I was surprised to read on the BBC News website today that more than 1 in 10 people experience being stalked. This statistic comes from studies in the US, the UK, Australia and Germany. I would not have expected the number to be quite so high.
I was not at all surprised, however, by some of the other things the article said:
· 90% of victims are female;
· over two-thirds are stalked by a previous boyfriend/husband/partner;
· the most common stalking occurrences are nuisance telephone calls and the stalker loitering outside the victim’s home;
· many victims suffer from anxiety, depression and sleep deprivation; and
· one-third of victims continue to experience emotional distress one year after the stalking has ended.
The article was like a checklist for me. My ex-husband stalked me for about 6 months when I left him. He came to my work, he waited outside my house, he called me on the phone, he rang my doorbell, he went to all of my regular hang-outs, he followed me. I was always anxious, always worried that he was going to turn up wherever I was, and when he did, the feelings of frustration and helplessness were overwhelming.
I never felt physically threatened and I never called the police. I was too charitable towards him – maybe out of guilt for having left him, and I assumed he would get over it sooner or later. I did everything wrong.
From the BBC - Professor David Canter, from the Centre for Investigative Psychology at Liverpool University, advised: "It is essential that the victim does not respond to, react to or acknowledge the stalker in any way, and this must be maintained at all times.”
Of course I talked to him. I tried to reason with him, I yelled and screamed at him. I was simply incapable of ignoring someone who was driving me crazy.
One night he followed me to a birthday party and yelled at me and made a huge scene. My friends wouldn’t let me go home that night.
One night he followed me home from the pub where I moonlighted as a barmaid. I phoned some friends at the bar who just happened to be US Marines, and they came over and chased him away. He came back after they left.
One night he was outside my flat and calling me on the phone. I took my house phone off the hook. He called my mobile; I turned it off. He started ringing my doorbell; I pulled the wires out of the wall. He began throwing rocks at my window. I finally decided I had to ignore it and I went to sleep.
The scariest thing was when he had not stalked me for over a month, our divorce had gone through and I was certain it was all over, when suddenly he turned up again. All the anxiety came back and I feared it would go on forever.
It is very strange to remember now how much I hated him then. Being stalked was just the most totally fucked up thing.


**What you need to do:**
What lines of the data below hold "tube"? Show them.

▽

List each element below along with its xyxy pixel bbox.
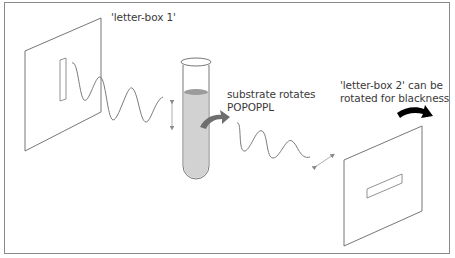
letter-box-2-slot [367, 174, 402, 198]
substrate-label: substrate rotates POPOPPL [227, 88, 315, 114]
rotation-arrow-black-icon [397, 105, 433, 118]
polarimeter-diagram [0, 0, 455, 258]
test-tube [181, 58, 211, 179]
letter-box-2-label-line1: 'letter-box 2' can be [340, 79, 449, 92]
light-wave-2 [237, 123, 310, 158]
letter-box-1-label: 'letter-box 1' [111, 11, 176, 24]
rotated-polarization-arrow [315, 155, 333, 167]
letter-box-2-label-line2: rotated for blackness [340, 92, 449, 105]
tube-rim [181, 58, 211, 66]
letter-box-2-label: 'letter-box 2' can be rotated for blackn… [340, 79, 449, 105]
letter-box-1-panel [25, 18, 101, 151]
light-wave-1 [72, 63, 163, 122]
substrate-label-line1: substrate rotates [227, 88, 315, 101]
substrate-label-line2: POPOPPL [227, 101, 315, 114]
letter-box-1-slot [60, 58, 66, 101]
letter-box-2-panel [344, 126, 422, 246]
liquid-surface [184, 89, 208, 95]
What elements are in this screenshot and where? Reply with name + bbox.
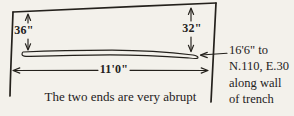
annotation-line-4: of trench: [229, 91, 289, 107]
annotation-text: 16'6" to N.110, E.30 along wall of trenc…: [229, 42, 289, 108]
trench-top-edge: [13, 3, 216, 12]
left-depth-label: 36": [13, 23, 35, 38]
annotation-line-2: N.110, E.30: [229, 58, 289, 74]
plank-artifact-outline: [22, 50, 198, 58]
trench-profile-diagram: 36" 32" 11'0" 16'6" to N.110, E.30 along…: [0, 0, 294, 116]
annotation-line-1: 16'6" to: [229, 42, 289, 58]
diagram-caption: The two ends are very abrupt: [38, 89, 203, 105]
trench-right-wall: [211, 3, 216, 102]
width-label: 11'0": [97, 62, 131, 77]
right-depth-label: 32": [180, 21, 204, 36]
annotation-line-3: along wall: [229, 75, 289, 91]
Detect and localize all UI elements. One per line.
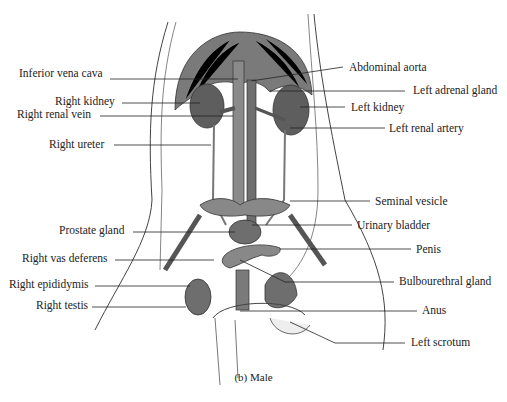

△

**Answer to the problem:**
test-tube [181, 58, 211, 179]
tube-rim [181, 58, 211, 66]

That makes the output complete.